# Last edited on 2014-07-30 17:37:52 by stolfilocal # Posted at the Wikipedia Village Pump As a longtime contributor of contents to Wikipedia, I was quite displeased reading today that the Foundation has chosen to accept donations "in bitcoins".
I understand that the Foundation is actually accepting dollars from Coinbase, that come from the sale of bitcoins that people send them. Still, this highly visible decision helps lend an undeserved credibility to bitcoin, that may induce unwary people to put their money into an investment of extremely high risk (to put it very mildly), in a market that is infested with scammers and incompentent entrepreneurs. Just at MtGOX, over than half a billion dollars were stolen from people who had trusted bitcoin, sometimes with all their life savings; and that was only one of hundreds of thefts and scams that have been reported.
Bitcoin was ostensibly desigedn to provide a method for e-payment that would be cheap, safe, convenient etc. It has yet to prove that it can do that, and the more it is examined and used, the more elusive that goal seems to be. But many of the most ardent "believers" liked it because they thought that it would allow them to evade bank and government controls, and thus be a safe way to pay for drugs and other illegal services, evade taxes, launder criminal money, and so on. Having realized that bitcoin is not at all "safe" in that sense, that segment of the community is quietly abandoning bitcoin and betting on other (hopefully) "truly anonymous" crypto-coins.
Another unstated but widely assumed promise of bitcoin was that, as a currency with no central managing authority, it would free the world from the oppressive oligopoly of big international banks and government monetary agencies. But the "mining" of bitcoin, which is the ostensibly volunteer and uncoordinated activity that keeps the system running, is already dominated by two or three large enterprises; so that the evetual success of bitcoin would merely exchange a few dozen poorly regulated international banks for a much smaller clique of totally unregulated "mining" corporations, whose owners are largely unnown.

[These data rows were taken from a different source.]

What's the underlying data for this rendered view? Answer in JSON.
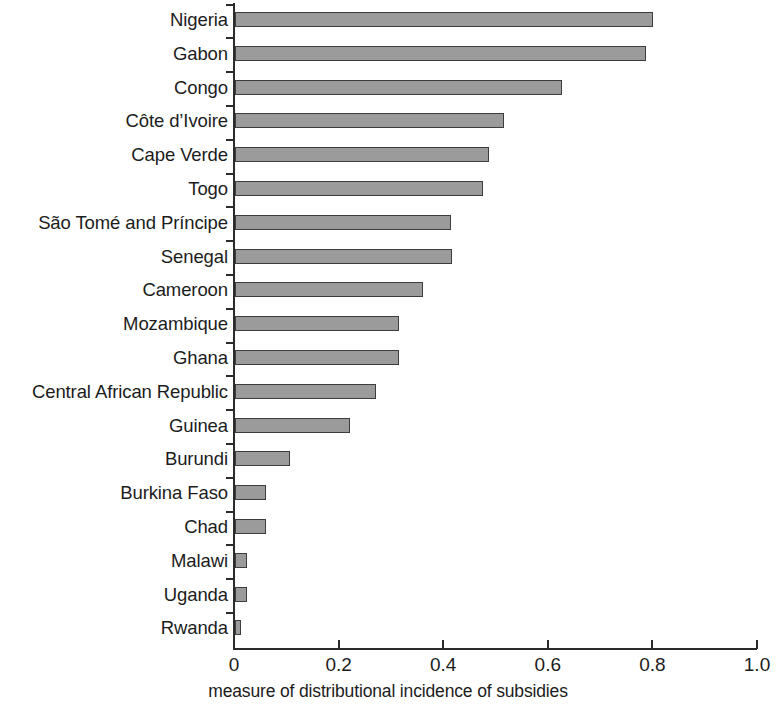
{
  "chart_data": {
    "type": "bar",
    "orientation": "horizontal",
    "title": "",
    "xlabel": "measure of distributional incidence of subsidies",
    "ylabel": "",
    "xlim": [
      0,
      1.0
    ],
    "xticks": [
      "0",
      "0.2",
      "0.4",
      "0.6",
      "0.8",
      "1.0"
    ],
    "xtick_values": [
      0,
      0.2,
      0.4,
      0.6,
      0.8,
      1.0
    ],
    "grid": false,
    "legend": false,
    "bar_fill_color": "#9b9b9b",
    "bar_border_color": "#3d3d3d",
    "axis_color": "#2b2b2b",
    "categories": [
      "Nigeria",
      "Gabon",
      "Congo",
      "Côte d’Ivoire",
      "Cape Verde",
      "Togo",
      "São Tomé and Príncipe",
      "Senegal",
      "Cameroon",
      "Mozambique",
      "Ghana",
      "Central African Republic",
      "Guinea",
      "Burundi",
      "Burkina Faso",
      "Chad",
      "Malawi",
      "Uganda",
      "Rwanda"
    ],
    "values": [
      0.8,
      0.785,
      0.625,
      0.515,
      0.485,
      0.475,
      0.413,
      0.415,
      0.36,
      0.313,
      0.313,
      0.27,
      0.22,
      0.105,
      0.06,
      0.06,
      0.022,
      0.022,
      0.012
    ]
  }
}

Another class of early adopters hoped to pull the "private fiat money" scam: namely, create a currency that is not backed by any asset, convince some people to use it for trade, and, when it has become sufficiently well-accepted, take out of their closets a large stock of that currency that they saved for themselves, and use it to buy a fortune worth of other property. About 90% of all existing bitcoins are currently hoarded, perhaps more than half of them acquired by their current owners for pennies. For those early investors, the scam could payoff handsomely today, whether they sell their bitcoins or use them to buy goods through Coinbase and other processors. Their profit will come from the pockets of those who buy those coins, from them or from Coinbase; unless they too can find "greater fools" who will take over their loss by buyin their coins at a higher price.
It bear reminding people that the price of bitcoin is not pegegd to anything, and no one can honestly predict what it will be next year, or even next week. Since last year, it has been determined almost entirely by speculative trading in the Chinese bitcoin-yuan exchanges. Since the all-time high of 1200$ last November, brought about by the opening of the Chinese market, the price has crashed to 400$, then recovered to 800$, then tumbled to 450$, then rallied to 600$, and is now again on its way down. All these swings were due to the Chinese day traders reacting to policies and events in China, that had no relevance to the world's or Chinese economy except to the Chinese bitcoin market. And its price is not connected to its potential utility as a currency of commerce, since such use has been prohibited in China.
For all that, and more, I hope that the Wikipedia Foundation will reconsider their decision and distantiate again themselves from such highly dubious enterprise.